8 Years? Husband charged with murder after new bride vanishes at sea will walk free in less than a decade — while HIS parents have custody of dead woman’s child

The man who confessed to manslaughter in connection to the disappearance of his wife on what was supposed to be a honeymoon sailing trip was sentenced to 8 years in prison on Tuesday.

As CrimeOnline previously reported, Isabella Hellman vanished in May 2017 on a sailing trip with her husband of three months, Lewis Bennett, near the Bahamas. Bennett, a British and Australian national, escaped the sinking catamaran but Hellmann was never found. In February of 2018, prosecutors charged Bennett with second-degree murder, but CBS News reports that they dropped the murder charges in Bennett pleaded guilty to involuntary manslaughter in November of last year.

According to the CBS News report, a judge sentenced Bennett to eight years in prison on Tuesday, the maximum possible sentence.

Bennett, 42, had asked for a lighter prison sentence so that he could help raise his daughter with Hellman, who was only a year old when her mother vanished. The girl, who will turn three in July, is in the custody of Bennett’s parents in Scotland.

Hellman’s family has not seen the child, Emilia, for two years, according to the report, but plan to visit her in Scotland next week.

“She’s lost her mom, but that doesn’t mean she’s lost her mom’s family,” an attorney for Hellman’s family told CBS affiliate WPEC-TV.

“I think the ideal scenario would be to have both families participate in her life as she grows up, so that she has as many people in her life to support her as possible.”

Bennett has said that he was sleeping in the cabin of the boat and Hellman was on deck when the vessel appeared to have crashed into something, and found his wife missing. He reportedly waited 45 minutes to call for help, after he loaded himself and stolen gold coins onto a life raft.

According to the CBS News report, Assistant U.S. attorney Kurt Lunkenheimer claimed at Tuesday’s hearing that Bennett “did not search for [Hellman] diligently enough despite him being an experienced sailor.”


> _Activity_
Word for word, reproduce the listing that follows, excluding any pictures it contains.

Start of Block

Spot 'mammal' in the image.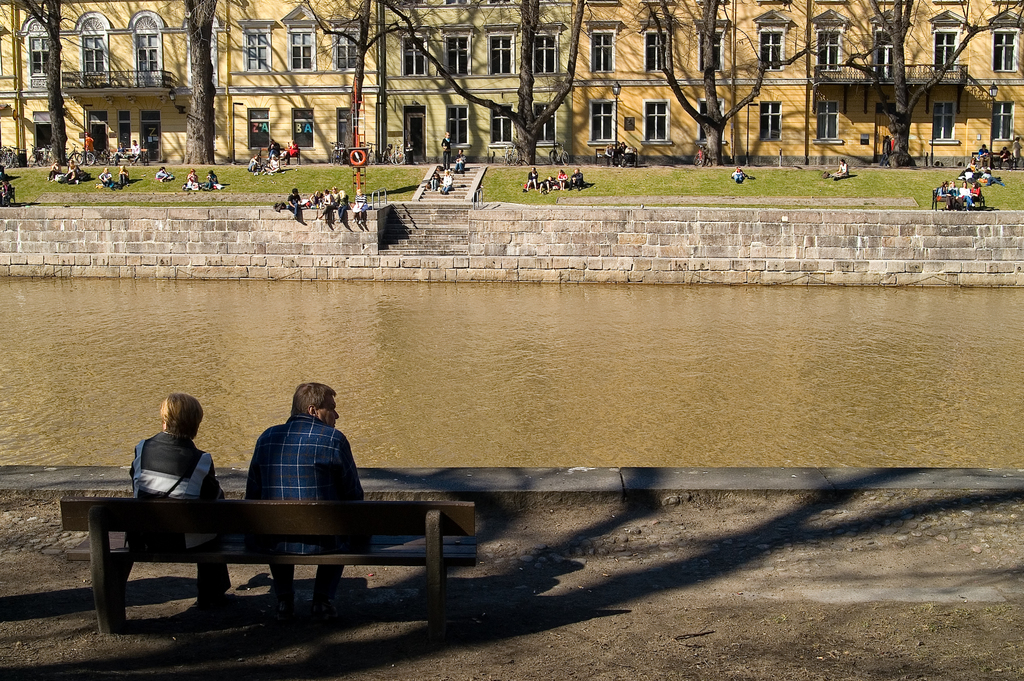
'mammal' found at (966, 158, 980, 172).
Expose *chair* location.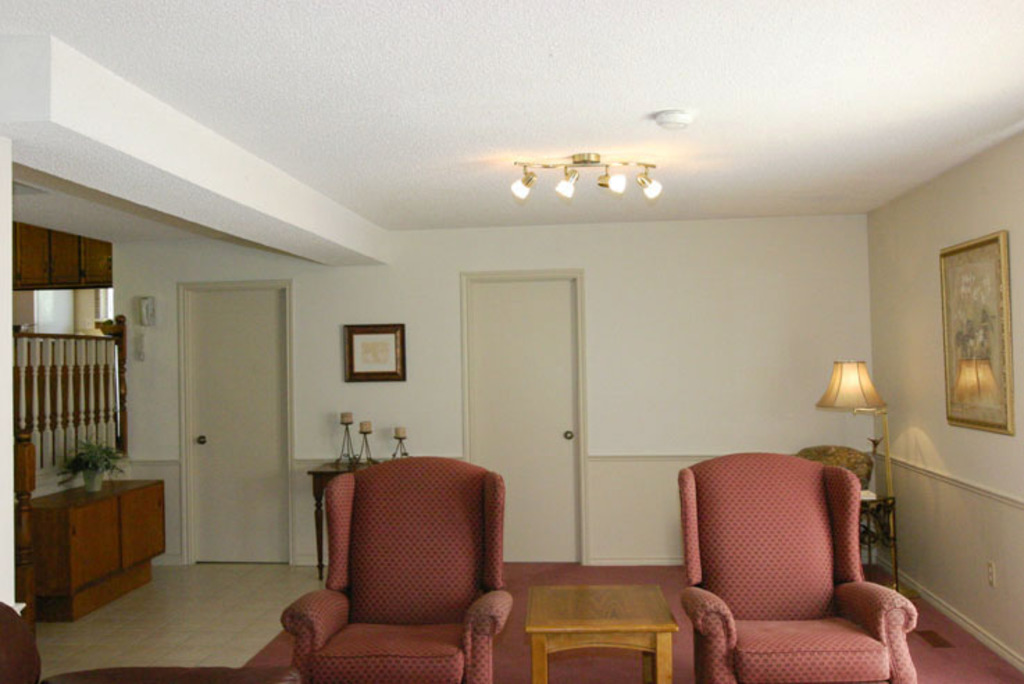
Exposed at l=279, t=453, r=511, b=683.
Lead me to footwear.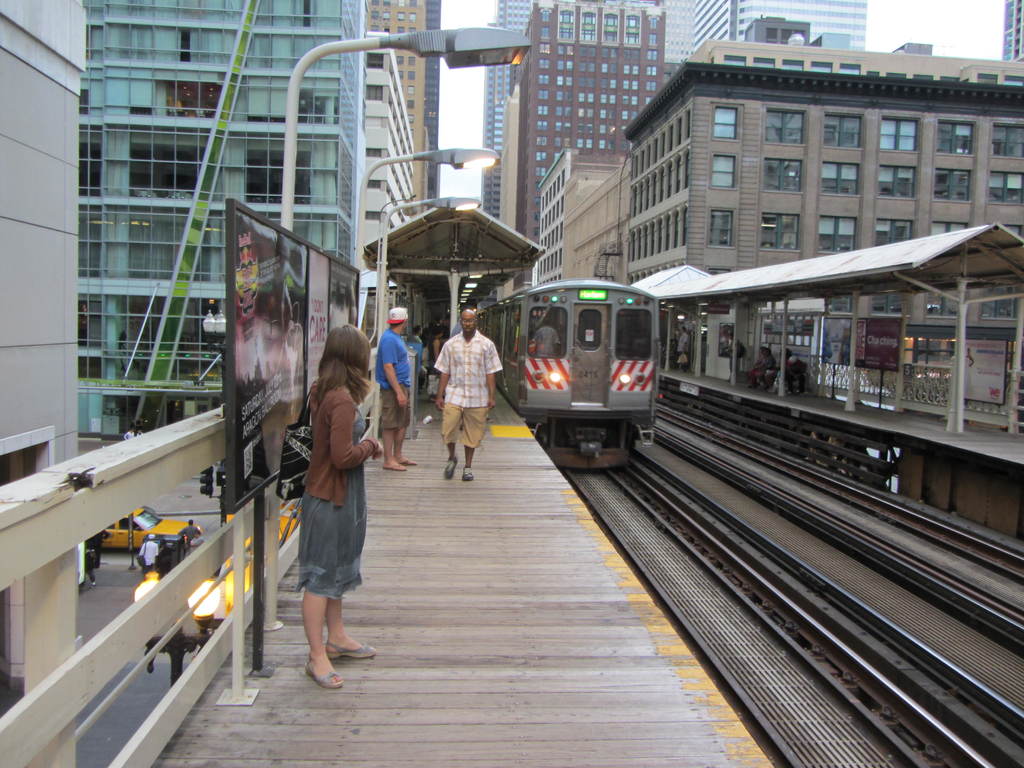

End of Block

> _Solution to this exercise_
Spot 'mammal' in the image.
'mammal' found at (966, 158, 980, 172).
Expose *chair* location.
Exposed at l=279, t=453, r=511, b=683.
Lead me to footwear.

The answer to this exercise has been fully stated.